TOKYO -- Four Japanese contractors suspected of rigging bids for work on a high-speed-rail project apparently resurrected an industry practice they had once disavowed. The prospects of a lucrative megaproject may have proved too great a temptation to resist.
Special investigators from the Tokyo District Public Prosecutors Office are set to ramp up their probe of Obayashi, Taisei, Shimizu and Kajima after New Year's. The contractors are facing charges that they had colluded to manipulate bids on construction contracts for Central Japan Railway, or JR Tokai, related to the Linear Chuo Shinkansen magnetic-levitation train line.
Fixed from the start
The four contractors won 15 out of 24 contracts awarded since 2015, with the projects split evenly among them. They are suspected of having decided bid winners in advance in violation of antitrust law.

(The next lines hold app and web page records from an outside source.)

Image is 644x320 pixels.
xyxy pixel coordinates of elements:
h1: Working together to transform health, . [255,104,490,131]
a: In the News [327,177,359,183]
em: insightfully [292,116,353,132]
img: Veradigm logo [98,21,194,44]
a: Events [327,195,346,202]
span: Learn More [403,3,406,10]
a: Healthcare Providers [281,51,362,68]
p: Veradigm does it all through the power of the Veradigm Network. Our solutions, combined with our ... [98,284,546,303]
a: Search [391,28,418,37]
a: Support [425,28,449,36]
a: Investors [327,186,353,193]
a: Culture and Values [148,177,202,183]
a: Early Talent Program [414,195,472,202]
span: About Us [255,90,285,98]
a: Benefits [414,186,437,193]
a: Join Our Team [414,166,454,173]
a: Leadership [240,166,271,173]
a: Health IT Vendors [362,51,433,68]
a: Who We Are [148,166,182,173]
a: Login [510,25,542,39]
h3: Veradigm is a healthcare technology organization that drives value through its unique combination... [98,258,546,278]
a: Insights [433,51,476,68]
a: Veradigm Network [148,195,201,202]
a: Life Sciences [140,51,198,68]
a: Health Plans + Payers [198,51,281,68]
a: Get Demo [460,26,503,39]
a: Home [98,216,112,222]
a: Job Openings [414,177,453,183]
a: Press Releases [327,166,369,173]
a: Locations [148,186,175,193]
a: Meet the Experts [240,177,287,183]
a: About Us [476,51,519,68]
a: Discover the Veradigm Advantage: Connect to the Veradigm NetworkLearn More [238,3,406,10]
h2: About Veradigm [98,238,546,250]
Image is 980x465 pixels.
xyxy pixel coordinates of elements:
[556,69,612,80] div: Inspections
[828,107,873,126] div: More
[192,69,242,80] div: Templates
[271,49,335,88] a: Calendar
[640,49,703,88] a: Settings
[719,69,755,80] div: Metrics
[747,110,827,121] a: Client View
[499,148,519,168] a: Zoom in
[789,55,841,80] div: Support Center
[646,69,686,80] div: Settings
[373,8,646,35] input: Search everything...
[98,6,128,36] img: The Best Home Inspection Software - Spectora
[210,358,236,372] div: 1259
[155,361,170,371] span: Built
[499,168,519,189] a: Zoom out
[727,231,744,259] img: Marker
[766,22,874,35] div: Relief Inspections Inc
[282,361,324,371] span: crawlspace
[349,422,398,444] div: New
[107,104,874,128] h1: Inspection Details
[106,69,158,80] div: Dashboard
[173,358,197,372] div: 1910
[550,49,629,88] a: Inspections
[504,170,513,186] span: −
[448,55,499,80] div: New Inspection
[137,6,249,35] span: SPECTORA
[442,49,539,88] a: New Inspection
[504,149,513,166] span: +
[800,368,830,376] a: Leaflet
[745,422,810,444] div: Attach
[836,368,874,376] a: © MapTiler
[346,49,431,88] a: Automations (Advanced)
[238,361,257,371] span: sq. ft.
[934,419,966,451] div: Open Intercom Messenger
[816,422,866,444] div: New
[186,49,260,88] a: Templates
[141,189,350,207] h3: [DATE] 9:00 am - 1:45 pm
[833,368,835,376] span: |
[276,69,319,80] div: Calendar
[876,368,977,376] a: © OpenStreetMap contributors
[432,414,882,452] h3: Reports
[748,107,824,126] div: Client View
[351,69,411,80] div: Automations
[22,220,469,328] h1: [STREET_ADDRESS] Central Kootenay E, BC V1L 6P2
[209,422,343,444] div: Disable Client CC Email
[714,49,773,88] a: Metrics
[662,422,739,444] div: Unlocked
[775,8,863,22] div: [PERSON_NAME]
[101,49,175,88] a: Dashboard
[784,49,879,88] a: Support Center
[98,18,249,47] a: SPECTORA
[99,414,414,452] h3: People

Those handling the project at the four contractors began to meet regularly in 2014, soon after the government approved construction plans for the maglev train, according to sources familiar with the investigation.
JR Tokai asked each company to keep construction costs as low as possible, spurring concerns that price competition would hurt profitability. This allegedly resulted in an arrangement of bid coordination, with a former Taisei executive acting as a liaison to receive information.
Trail of evidence
Japan's construction industry has a history of such behavior. In the past, coordinating such collusion was done by specialists in charge of marketing. The industry abandoned the practice in 2005.
This time, bid manipulation was not led by marketing staff but by engineering experts, many of whom regularly saw one another at academic conferences. Some were even classmates in college.
"The sales managers were more careful; they would never have left behind notes about coordination," a person close to the contractors said. This time, prosecutors confiscated a list outlining how the orders were divvied up among the contractors.
"Given that the coordination was among private-sector companies, they might not have realized that what they were doing was illegal," an industry insider said.
One down
Obayashi voluntarily reported collusion with its fellow contractors to Japan's Fair Trade Commission. The remaining three acknowledge exchanging information and bartering for some projects, but their interpretations differ on whether their acts violated antitrust law.
"Precedent suggests that the contractors will be found to have impeded fair competition if about half of all work was awarded to and shared among the four companies," said Masahiro Murakami, a visiting professor at Seikei University Law School who is familiar with Japanese antitrust law.
If found in violation, companies themselves will face fines, and shareholders could bring lawsuits against management.
The investigation is not expected to impact construction for projects with completed contracts, but there are many projects that have yet to be officially assigned. It is hard to determine how the probe will impact JR Tokai's schedule going forward.